Want to know more about what's happening at Mobile World Congress 2017? Light Reading's editorial team will be on site and following all the hottest news, so check back regularly
here at Light Reading.

As such, Exponent helps Verizon build its own business acumen, across a much bigger global footprint, while leveraged the many acquisitions the company has made in recent years, particularly in the IoT space. Those include a 50% share of nPhase, Hughes Telematics, the two mentioned above plus, more recently, Sensity and LQD. (See Verizon Buys Smart City Kiosk Player, US Giants Carve Out Role in the Industrial IoT and Verizon's Sensity Buy Brightens IoT Strategy.)
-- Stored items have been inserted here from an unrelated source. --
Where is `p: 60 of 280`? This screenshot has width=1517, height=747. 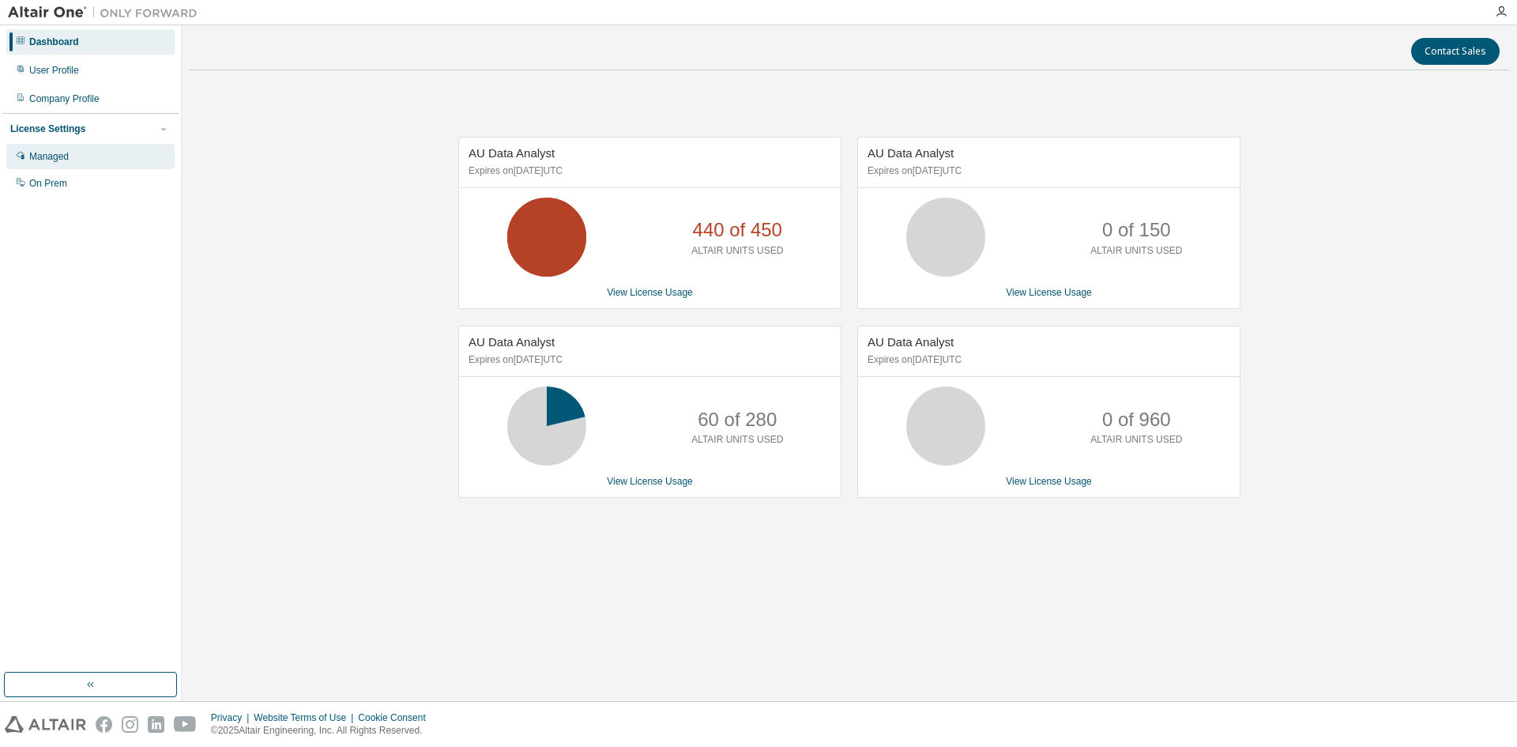 p: 60 of 280 is located at coordinates (737, 419).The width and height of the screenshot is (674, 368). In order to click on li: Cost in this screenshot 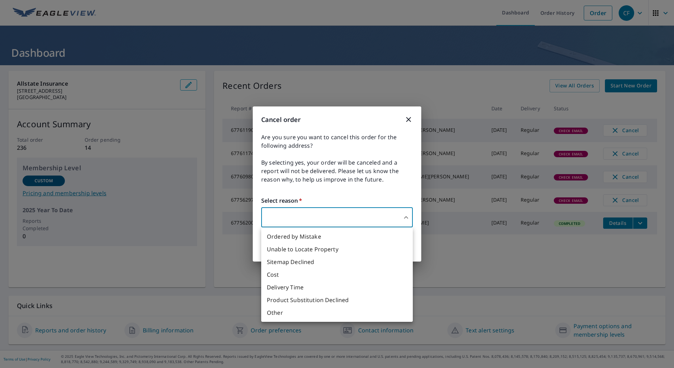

"As carriers around the world seek to compete with new, emerging technology players and OTT service providers, Exponent provides a cost-effective way for them to leverage Verizon’s investment and experience to diversify and help grow their revenue streams while relying on our tradition of innovation, reliability and excellence," says Guru Pai, chief product officer at Verizon, who was quoted in the Verizon press release.

That same release listed the range of services Exponent will offer, to include:

  • Big Data and Artificial Intelligence Platform, to help service providers use their own data and apply machine learning and artificial intelligence to provide better service and find new business opportunities.

  • IoT Platform, to offer an integrated set of capabilities, "from managing all end user devices and connections to a developer and customer marketplace" to accelerate IoT use cases.

  • Media Services Platform, using "cross-platform video and advanced media services" to let network operators offer video content including linear TV and OTT video.

  • Internet Services Delivery Platform, to enable communications service providers to "create value-based pricing and consumer engagement plans, and deliver dynamic network optimization capabilities through a simple management interface."

  • Cloud Computing and Storage Platform, a container-based architecture that enables new services that can be secured and delivered at scale.

"This is something they can do today -- the platform for IoT, for example, is the Verizon ThingSpace platform they have today, and their media services platform is the same platform they leverage for Go," says Gartner's Goodness. "All the platforms exist today; it's a matter of productizing those platforms and extending them out to non-competitive CSPs."

— Carol Wilson, Editor-at-Large, Light Reading

Subscribe and receive the latest news from the industry.
Join 62,000+ members. Yes it's completely free.